Catherine Lopès-Curval, œuvres récentes, exh. cat., Galerie Patrice Trigano, Paris (22 March – 6 May 2000), Paris, Galerie Patrice Trigano, 2000
→Catherine Lopès-Curval, exh. cat., Galerie des Tuiliers, Lyon (26 March – 9 March 2015), Lyon, Galerie des Tuiliers, 2015
Catherine Lopès-Curval, Galerie Jacqueline Moussion, Paris, 1990
→Catherine Lopès-Curval. Alice 2.0, Le Radar, Bayeux, 2013
French painter.
A graduate of the École Nationale Supérieure des Arts Décoratifs (ENSAD) in Paris, Catherine Lopès-Curval is the mother of filmmaker Julie Lopes-Curval. She is amongst a number of some of the most significant painters of the second generation of Narrative Figuration. Her career can be summarised through two exhibitions from 1990 and 2013. The first, organised by Galerie Jacqueline Moussion in Paris, marked a turning point for the artist after several trips to the United States where she had exhibited. Known until then for the violence of her representations of female and male couples, she began evolving towards more calming images, the figures becoming miniscule within immense urban landscapes, yet the cultural submission of women remained the central theme. The painter divides her characters into scenic devices surrounded by enormous buildings shaped like the bows of ships and by walled forests that literally solidify the space. Her paintings are complex, at once euphoric (the visible pleasure of painting going hand in hand with hints of humour) and gritty (the criticisms of modern society being clearly perceptible).
The second exhibition, Alice 2.0 and organised in 2013 by the cultural centre Le Radar in Bayeux (the artist’s hometown) marked a true climax. Imagining that Lewis Carroll’s Alice came to discover our world, just as crazy and incoherent as the one called “wonderland”, C. Lopès-Curval asserts an incomparable talent as a painter. Her paintings are not only accumulations of representations of disparate objects, they obey a superior principle of unity as aesthetic objects capable of expression. Meaning comes not only through representation, but by producing a certain impression on the viewer through what they represent; by manifesting a certain quality that words cannot account for but which is communicated by awakening a feeling: that which one experiences when confronted with an accomplished art. Her work has been acquired by the Fonds national d’art contemporain (1984), the Colas Foundation (1999) and the Centre Pompidou (2001).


● WORK ITEM
Among the records, which lines hold the word "お見積り"? Pick them out.
+++ SUPPLIED MATERIAL +++
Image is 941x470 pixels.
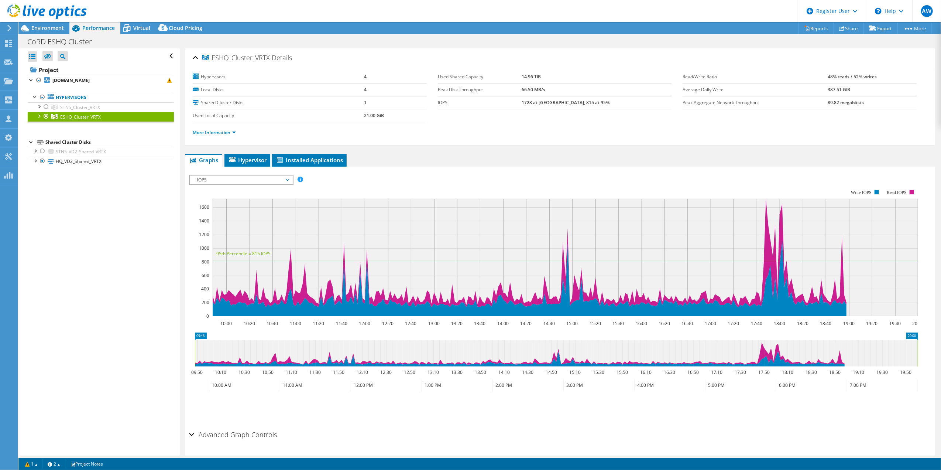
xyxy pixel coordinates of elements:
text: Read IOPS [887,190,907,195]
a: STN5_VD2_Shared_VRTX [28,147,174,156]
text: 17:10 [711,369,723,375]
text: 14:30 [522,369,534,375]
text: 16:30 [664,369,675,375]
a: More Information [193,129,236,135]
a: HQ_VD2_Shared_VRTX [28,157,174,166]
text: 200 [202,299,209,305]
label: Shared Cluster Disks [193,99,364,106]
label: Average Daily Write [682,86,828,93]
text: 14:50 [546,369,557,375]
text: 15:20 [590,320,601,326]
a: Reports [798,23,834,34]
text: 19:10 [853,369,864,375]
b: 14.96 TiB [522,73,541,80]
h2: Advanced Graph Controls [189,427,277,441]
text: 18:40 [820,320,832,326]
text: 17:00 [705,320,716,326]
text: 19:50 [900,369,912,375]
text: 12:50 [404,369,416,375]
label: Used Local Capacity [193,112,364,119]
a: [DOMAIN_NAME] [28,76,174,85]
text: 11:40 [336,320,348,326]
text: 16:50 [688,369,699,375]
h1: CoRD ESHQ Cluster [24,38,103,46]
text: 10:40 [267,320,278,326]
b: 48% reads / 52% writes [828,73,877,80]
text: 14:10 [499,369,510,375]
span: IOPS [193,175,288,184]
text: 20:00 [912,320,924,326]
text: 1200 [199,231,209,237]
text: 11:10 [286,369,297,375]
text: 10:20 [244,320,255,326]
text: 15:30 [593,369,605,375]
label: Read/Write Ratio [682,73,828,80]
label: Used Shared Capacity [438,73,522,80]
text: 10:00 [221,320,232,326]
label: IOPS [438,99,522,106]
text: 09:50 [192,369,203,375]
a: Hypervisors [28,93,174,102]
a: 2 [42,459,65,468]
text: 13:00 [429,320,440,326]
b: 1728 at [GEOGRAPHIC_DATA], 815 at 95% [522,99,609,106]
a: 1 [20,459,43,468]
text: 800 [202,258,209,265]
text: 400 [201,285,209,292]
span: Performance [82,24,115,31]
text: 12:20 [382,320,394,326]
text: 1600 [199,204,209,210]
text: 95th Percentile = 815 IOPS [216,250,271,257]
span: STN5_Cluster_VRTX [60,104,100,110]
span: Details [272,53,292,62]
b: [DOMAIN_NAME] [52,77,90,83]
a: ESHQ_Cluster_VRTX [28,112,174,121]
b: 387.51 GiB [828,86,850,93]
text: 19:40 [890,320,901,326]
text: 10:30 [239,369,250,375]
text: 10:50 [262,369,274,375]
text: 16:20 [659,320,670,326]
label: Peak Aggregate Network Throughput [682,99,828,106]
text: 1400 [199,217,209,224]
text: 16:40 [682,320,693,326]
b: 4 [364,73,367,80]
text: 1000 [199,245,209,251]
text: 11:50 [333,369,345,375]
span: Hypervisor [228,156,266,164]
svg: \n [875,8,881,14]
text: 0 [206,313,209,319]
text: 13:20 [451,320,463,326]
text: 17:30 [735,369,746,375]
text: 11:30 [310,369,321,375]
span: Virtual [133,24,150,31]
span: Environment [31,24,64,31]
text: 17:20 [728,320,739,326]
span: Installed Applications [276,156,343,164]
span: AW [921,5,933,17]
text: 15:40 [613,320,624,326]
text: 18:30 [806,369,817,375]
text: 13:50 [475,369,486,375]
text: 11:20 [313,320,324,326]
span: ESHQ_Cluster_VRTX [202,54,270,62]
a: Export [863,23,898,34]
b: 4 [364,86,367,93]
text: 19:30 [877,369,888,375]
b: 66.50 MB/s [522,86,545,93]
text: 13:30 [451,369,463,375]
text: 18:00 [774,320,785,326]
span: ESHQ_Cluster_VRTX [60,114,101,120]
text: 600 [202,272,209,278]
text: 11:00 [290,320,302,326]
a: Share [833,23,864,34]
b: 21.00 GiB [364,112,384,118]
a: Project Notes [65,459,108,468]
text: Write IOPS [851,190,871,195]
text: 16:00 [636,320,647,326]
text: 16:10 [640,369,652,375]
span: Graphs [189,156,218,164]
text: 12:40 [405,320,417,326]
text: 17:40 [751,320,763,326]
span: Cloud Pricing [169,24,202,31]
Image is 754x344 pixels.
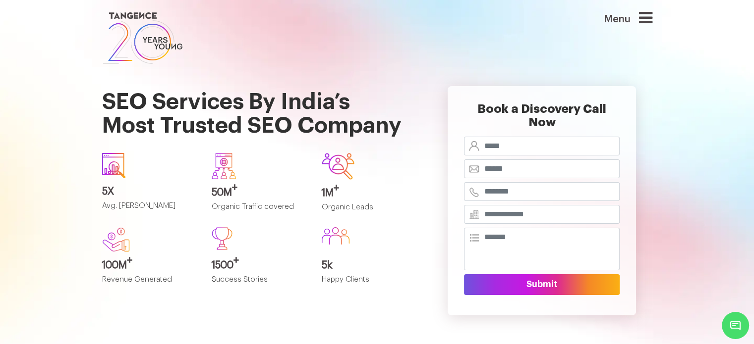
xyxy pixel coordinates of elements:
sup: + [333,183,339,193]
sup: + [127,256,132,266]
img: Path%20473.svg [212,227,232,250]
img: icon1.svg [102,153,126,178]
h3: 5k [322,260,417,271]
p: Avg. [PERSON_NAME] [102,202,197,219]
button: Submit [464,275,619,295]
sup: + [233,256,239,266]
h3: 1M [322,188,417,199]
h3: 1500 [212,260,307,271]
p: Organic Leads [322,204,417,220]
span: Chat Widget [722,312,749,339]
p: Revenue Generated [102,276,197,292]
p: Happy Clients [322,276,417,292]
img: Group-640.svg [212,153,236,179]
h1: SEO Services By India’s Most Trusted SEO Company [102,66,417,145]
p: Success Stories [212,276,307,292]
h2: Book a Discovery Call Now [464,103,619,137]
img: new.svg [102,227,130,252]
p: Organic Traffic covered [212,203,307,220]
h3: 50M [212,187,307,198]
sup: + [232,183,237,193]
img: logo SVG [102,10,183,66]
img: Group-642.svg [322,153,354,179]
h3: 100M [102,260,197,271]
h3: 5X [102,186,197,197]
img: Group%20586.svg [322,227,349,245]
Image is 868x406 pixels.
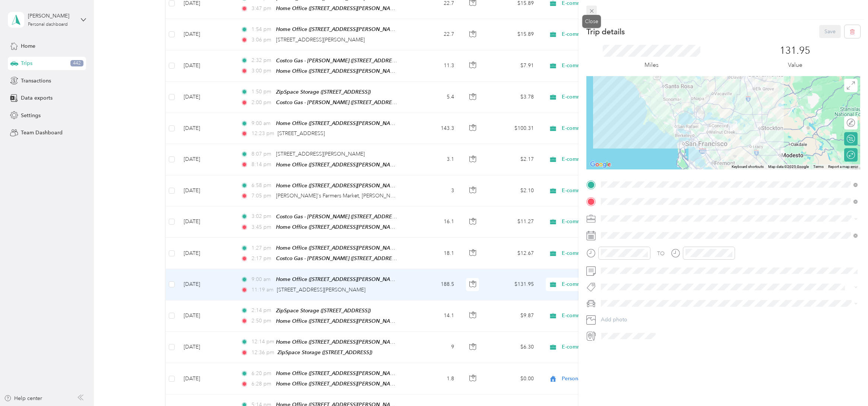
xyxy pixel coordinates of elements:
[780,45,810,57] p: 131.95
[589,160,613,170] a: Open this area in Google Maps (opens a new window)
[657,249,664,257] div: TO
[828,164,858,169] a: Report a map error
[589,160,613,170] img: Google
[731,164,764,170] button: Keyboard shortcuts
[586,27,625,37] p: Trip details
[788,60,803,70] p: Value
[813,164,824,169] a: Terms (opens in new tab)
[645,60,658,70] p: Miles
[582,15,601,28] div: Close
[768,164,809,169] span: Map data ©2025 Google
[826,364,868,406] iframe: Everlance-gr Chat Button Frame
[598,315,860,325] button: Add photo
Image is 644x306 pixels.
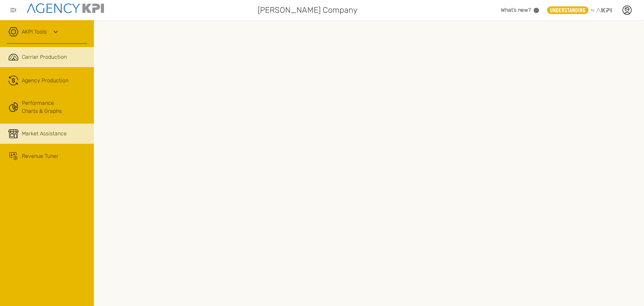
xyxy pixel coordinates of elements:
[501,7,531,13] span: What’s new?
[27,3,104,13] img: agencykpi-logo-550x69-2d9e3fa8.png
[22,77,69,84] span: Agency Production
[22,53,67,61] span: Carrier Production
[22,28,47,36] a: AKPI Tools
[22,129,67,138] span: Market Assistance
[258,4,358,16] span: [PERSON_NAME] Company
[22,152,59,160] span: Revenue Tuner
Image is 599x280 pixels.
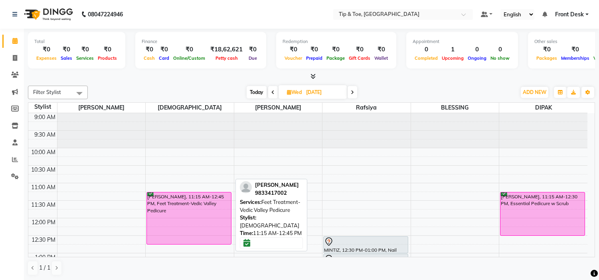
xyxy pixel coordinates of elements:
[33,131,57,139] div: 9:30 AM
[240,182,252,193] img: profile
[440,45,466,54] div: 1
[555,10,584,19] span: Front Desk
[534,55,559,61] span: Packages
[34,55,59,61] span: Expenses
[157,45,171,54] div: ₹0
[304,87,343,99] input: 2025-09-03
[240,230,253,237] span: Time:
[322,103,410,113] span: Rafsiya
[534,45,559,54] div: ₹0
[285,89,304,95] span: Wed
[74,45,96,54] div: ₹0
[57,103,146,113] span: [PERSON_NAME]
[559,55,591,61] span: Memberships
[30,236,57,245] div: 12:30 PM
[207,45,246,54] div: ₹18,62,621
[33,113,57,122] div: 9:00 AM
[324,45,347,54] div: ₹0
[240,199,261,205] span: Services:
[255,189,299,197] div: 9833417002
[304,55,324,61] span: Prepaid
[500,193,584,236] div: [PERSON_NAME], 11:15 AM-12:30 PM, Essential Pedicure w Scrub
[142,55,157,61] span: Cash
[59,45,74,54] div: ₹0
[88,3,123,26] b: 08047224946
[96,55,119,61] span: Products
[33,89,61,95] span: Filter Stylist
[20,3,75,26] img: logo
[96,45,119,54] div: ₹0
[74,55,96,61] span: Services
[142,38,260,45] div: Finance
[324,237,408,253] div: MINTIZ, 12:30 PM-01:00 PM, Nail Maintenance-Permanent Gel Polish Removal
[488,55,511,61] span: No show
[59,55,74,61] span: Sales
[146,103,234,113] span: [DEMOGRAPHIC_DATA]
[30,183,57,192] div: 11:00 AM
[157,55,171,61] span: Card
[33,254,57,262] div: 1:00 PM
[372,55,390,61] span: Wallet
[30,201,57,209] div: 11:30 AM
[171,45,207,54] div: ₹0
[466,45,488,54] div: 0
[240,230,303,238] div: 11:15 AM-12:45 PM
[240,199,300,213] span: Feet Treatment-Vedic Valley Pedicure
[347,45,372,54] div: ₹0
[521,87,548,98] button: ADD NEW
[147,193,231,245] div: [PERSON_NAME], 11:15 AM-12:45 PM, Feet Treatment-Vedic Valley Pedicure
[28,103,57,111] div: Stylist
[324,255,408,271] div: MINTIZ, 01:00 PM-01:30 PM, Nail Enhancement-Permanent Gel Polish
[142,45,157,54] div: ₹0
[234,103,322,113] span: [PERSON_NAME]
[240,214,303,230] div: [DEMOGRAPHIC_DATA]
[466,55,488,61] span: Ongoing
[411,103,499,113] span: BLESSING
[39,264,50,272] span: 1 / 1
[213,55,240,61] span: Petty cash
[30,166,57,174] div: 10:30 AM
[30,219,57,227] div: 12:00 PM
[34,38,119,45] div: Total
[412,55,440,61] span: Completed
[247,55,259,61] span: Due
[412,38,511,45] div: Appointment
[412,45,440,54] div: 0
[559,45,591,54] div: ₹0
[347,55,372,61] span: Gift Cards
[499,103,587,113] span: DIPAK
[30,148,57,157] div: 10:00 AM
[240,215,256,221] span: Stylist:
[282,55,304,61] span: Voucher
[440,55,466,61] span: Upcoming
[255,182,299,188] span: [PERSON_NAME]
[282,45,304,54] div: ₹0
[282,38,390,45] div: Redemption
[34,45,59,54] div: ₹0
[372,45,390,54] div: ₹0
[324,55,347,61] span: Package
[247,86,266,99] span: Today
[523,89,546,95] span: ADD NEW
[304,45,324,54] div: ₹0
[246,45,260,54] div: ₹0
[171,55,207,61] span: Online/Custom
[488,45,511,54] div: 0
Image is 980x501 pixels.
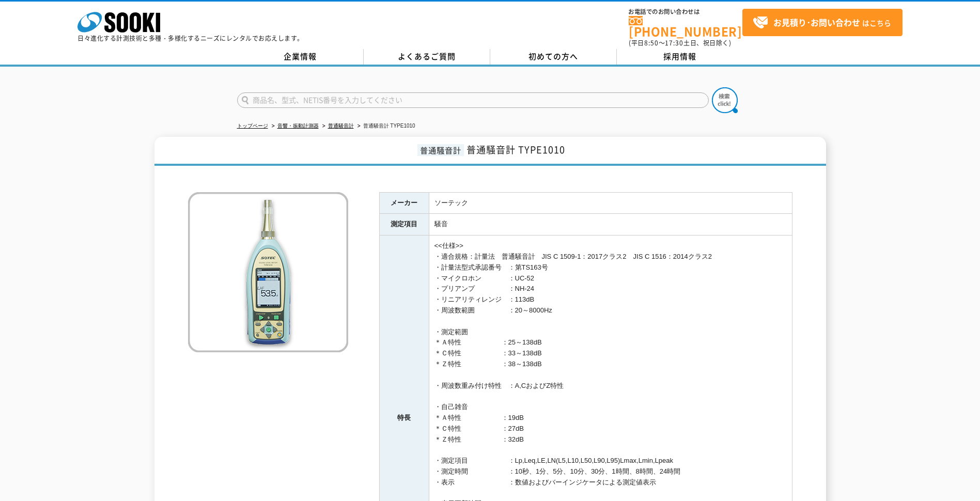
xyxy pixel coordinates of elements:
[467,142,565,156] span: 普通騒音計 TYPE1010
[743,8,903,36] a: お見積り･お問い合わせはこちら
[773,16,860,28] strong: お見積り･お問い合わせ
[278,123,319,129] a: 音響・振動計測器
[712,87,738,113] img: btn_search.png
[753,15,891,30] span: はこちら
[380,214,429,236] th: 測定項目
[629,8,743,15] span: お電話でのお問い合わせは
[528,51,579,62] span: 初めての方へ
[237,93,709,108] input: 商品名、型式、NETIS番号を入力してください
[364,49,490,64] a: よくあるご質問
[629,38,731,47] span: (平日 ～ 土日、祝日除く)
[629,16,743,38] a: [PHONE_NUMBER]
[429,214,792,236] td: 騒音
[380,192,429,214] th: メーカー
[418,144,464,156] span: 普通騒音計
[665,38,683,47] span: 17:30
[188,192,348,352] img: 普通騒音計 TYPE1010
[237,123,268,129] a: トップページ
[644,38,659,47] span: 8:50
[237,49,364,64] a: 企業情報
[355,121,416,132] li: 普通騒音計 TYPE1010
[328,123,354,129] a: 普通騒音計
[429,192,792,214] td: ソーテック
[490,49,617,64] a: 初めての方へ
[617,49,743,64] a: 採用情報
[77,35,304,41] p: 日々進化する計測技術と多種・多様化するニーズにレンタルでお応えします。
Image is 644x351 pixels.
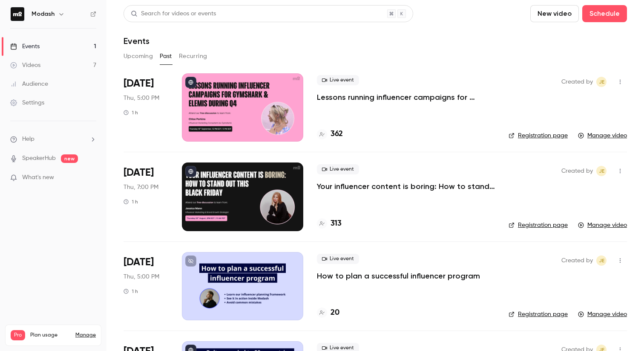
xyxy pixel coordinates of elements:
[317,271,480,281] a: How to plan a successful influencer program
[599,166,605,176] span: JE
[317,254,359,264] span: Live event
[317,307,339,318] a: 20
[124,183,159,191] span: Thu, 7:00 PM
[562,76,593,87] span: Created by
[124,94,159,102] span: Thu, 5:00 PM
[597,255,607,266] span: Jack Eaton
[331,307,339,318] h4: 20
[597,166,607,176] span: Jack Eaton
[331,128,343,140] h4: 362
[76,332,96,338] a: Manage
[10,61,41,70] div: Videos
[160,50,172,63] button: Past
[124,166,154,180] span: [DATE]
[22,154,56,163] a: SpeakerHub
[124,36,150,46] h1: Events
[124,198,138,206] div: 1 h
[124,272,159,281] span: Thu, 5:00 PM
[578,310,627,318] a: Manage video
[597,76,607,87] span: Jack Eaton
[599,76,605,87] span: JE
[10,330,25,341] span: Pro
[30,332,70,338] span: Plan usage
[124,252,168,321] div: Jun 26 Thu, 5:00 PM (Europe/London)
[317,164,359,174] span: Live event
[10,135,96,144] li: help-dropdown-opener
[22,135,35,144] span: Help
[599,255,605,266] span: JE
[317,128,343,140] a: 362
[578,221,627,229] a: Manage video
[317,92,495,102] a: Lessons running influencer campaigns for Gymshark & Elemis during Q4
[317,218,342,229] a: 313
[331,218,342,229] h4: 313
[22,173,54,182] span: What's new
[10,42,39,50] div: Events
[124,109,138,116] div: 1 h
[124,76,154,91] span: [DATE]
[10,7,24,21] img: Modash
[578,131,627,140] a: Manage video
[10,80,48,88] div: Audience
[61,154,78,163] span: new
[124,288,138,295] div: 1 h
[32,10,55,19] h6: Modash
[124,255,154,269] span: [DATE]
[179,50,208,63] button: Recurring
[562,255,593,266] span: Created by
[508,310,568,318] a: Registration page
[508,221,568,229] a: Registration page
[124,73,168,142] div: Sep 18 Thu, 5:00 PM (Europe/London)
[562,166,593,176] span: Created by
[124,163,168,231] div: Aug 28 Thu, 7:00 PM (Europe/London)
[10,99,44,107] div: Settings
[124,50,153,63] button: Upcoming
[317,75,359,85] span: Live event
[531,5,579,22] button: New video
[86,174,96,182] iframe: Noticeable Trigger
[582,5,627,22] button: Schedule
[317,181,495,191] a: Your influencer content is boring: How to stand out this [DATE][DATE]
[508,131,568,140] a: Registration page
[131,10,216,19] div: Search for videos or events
+++
● OUTPUT FOR THIS TASK
[743,8,903,36] a: お見積り･お問い合わせはこちら
[773,16,860,28] strong: お見積り･お問い合わせ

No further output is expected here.